I did a perimeter check of the room. Twice. Door locked? Yes. Window closed? Check. Knife still on the bed? Check, and also, why was I trusted with a knife, who knew, not me. My fatheralways said I was the least reliable of his spawn, and not even in an affectionate way.
I slumped back on the bed and stared at the ceiling. The light fixture was a bare bulb, slightly askew, the kind of thing you’d find in a rural meth lab or a garage. But the ceiling itself was clean. No cobwebs, no secret cameras, no evidence of prior violence.
This was a good sign.
I found myself twisting the corner of Knox’s pillow in my hands, rolling it over and over like a lucky charm. The fabric was rough, probably some kind of tactical cotton, and smelled like soap and smoke and a little bit of engine oil. I pressed it to my face and inhaled, which was, on the one hand, pathetic, and on the other, deeply comforting.
The nervous energy had to go somewhere, so my body defaulted to cycling through every stupid trick I’d ever developed since third grade. I tugged at my socks—one duck, one frog, mismatched because I’d packed in a panic and, if we’re honest, I liked it that way.
I clicked the pen in my pocket until I realized I was one click away from mental collapse. I bit the inside of my cheek until the taste of iron made me stop.
Knox’s bed was big. Like, designed-for-two-adults big, which was both convenient and terrifying, given my current fixation on what we’d done earlier in the day.
My brain was very invested in replaying that memory with full sensory accompaniment—the weight of Knox’s arms, the noise he made when he came, the way he’d held me after like he was daring the universe to take me back.
I physically shook my head to clear it. This was not the time for sexual nostalgia. This was the time for threat assessment.
I swung my legs off the bed and stood, arms crossed, then uncrossed, then crossed again. I thought about my father. Ithought about Luther, the golden child, the one who’d been sent to “bring me home” more times than I could count.

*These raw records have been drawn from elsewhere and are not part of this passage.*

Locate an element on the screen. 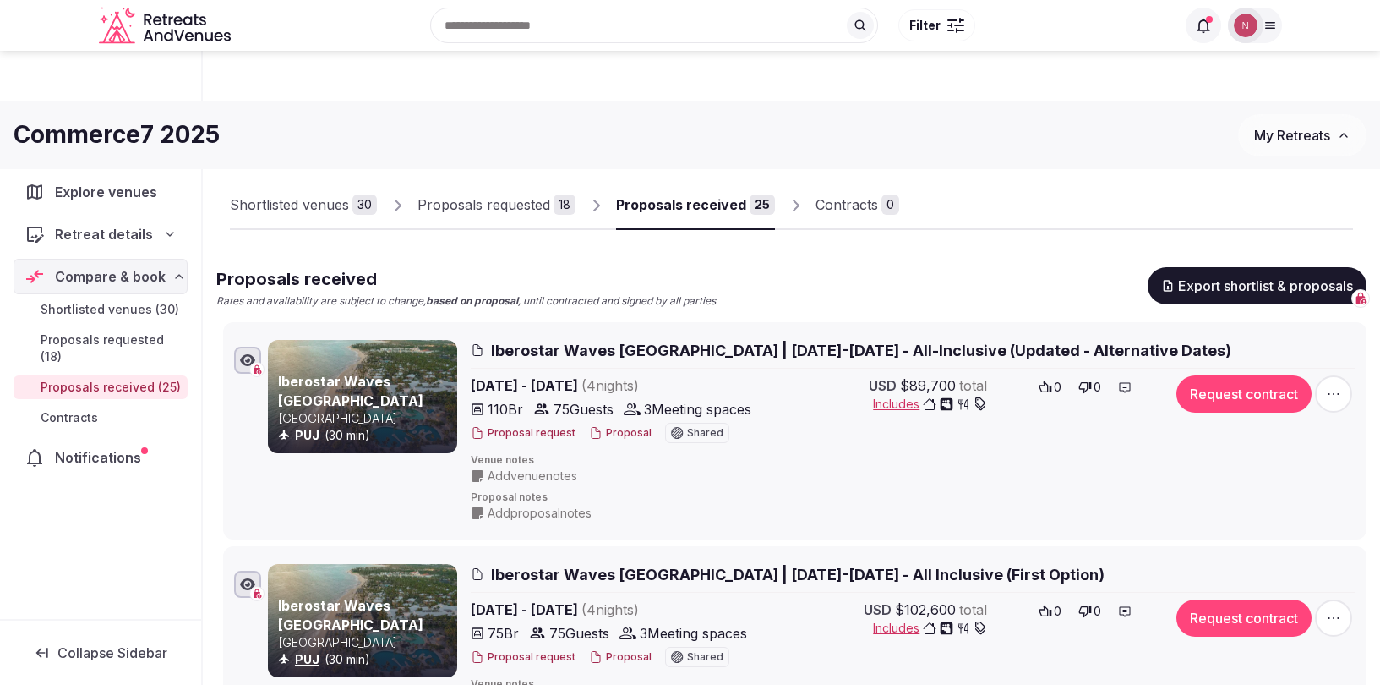 The height and width of the screenshot is (685, 1380). strong: based on proposal is located at coordinates (472, 300).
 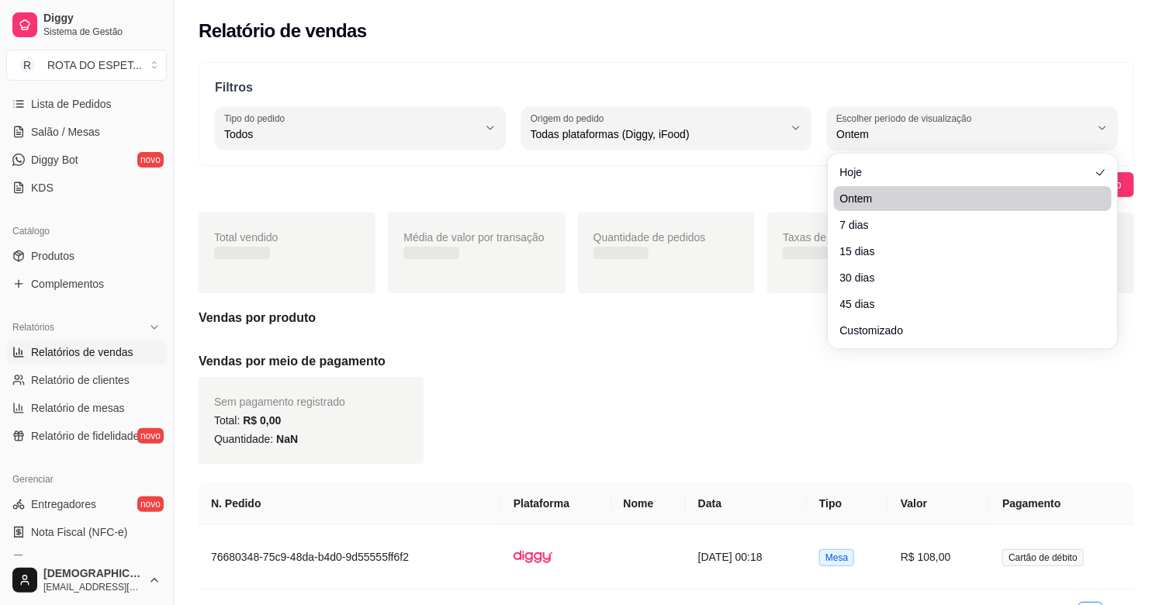 What do you see at coordinates (82, 352) in the screenshot?
I see `span: Relatórios de vendas` at bounding box center [82, 352].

I knew my family—they were about as subtle as a rhinoceros in a china shop and twice as destructive. My father didn’t like being told no, and he used Luther as his personal attack dog to keep me in line.
Every time I’d tried to get away, it had ended in bruises, lectures, and an envelope of hush money that never made it past the mailbox. I’d once tried to spend it on a bus ticket out of state, but ended up giving it to the first charity that asked.
Even my rebellion was pitiful.
I peeked through the window, careful not to disturb the curtain. The McKenzie property stretched for acres, but every inch was visible in the moonlight. The old barn. The line of pickup trucks. The flagpole, listing at a permanent forty-degree angle, like it had fought the wind too long and finally given up.
There were no cars on the drive, but that didn’t mean anything. My father wouldn’t show up with sirens. He’d send Luther first, to test the perimeter, see if I’d let him in. If that failed, he’d escalate.
I paced to the closet, opened it, and counted the shirts again. I don’t know why I did that. Knox only wore maybe four of them, but the closet was stuffed—plaid, denim, a few button-downs that looked like they’d come straight off the set of a low-budget western.
I touched each one, running my fingers over the seams. It was grounding. The same way people counted their steps or recited the periodic table to stave off panic, I cataloged shirts.
It was a system.
Halfway through the closet, my mind wandered back to Knox. To the way he’d looked at me at dinner, like I was some rare bird he was afraid might break if he held it wrong. The way he’d barked at his brothers and then turned around and checkedif I was okay. The way his hands dwarfed my own, but when they touched me, it was never too much, never more than I could handle.
God. Focus, Newt.
I forced myself to the mirror. I looked… well, alive. My bruises were almost gone, just yellow shadows under my skin. The scar on my cheek was healing. My hair looked like it had been styled by a small animal, which was fine; the McKenzies weren’t exactly a high-glamour bunch.
I squared my shoulders and tried to look tough. The effect was undercut by the fact that I was still wearing a t-shirt with a cartoon fox on it, but at least I could pretend.
“Get it together,” I muttered. “You survived worse.”
Then, immediately, I failed to get it together, because a memory hit me so hard it nearly buckled my knees: Knox, standing at the foot of the bed, shirtless, arms crossed, that tattoo of the globe and anchor stark on his skin.
“You’re not going anywhere,”he’d said.“Not unless you decide to.”
No one had ever given me a choice before.
I wrapped my arms around myself, then realized it was a dumb gesture and tried to play it off by reaching for one of Knox’s shirts, the one he’d left draped on the chair. I picked it up, breathed in, and let myself imagine, just for a second, that I could stay here. That the world might actually let me have something good.
I put the shirt on. It hung to my knees. It was soft, and smelled like cedar and fire and the faintest hint of motor oil.
I was still scared, but at least I was scared in style.
I checked the door again—still locked—and flopped onto the bed, clutching Knox’s pillow to my chest. My heart was beating like a hummingbird’s, but I could finally breathe.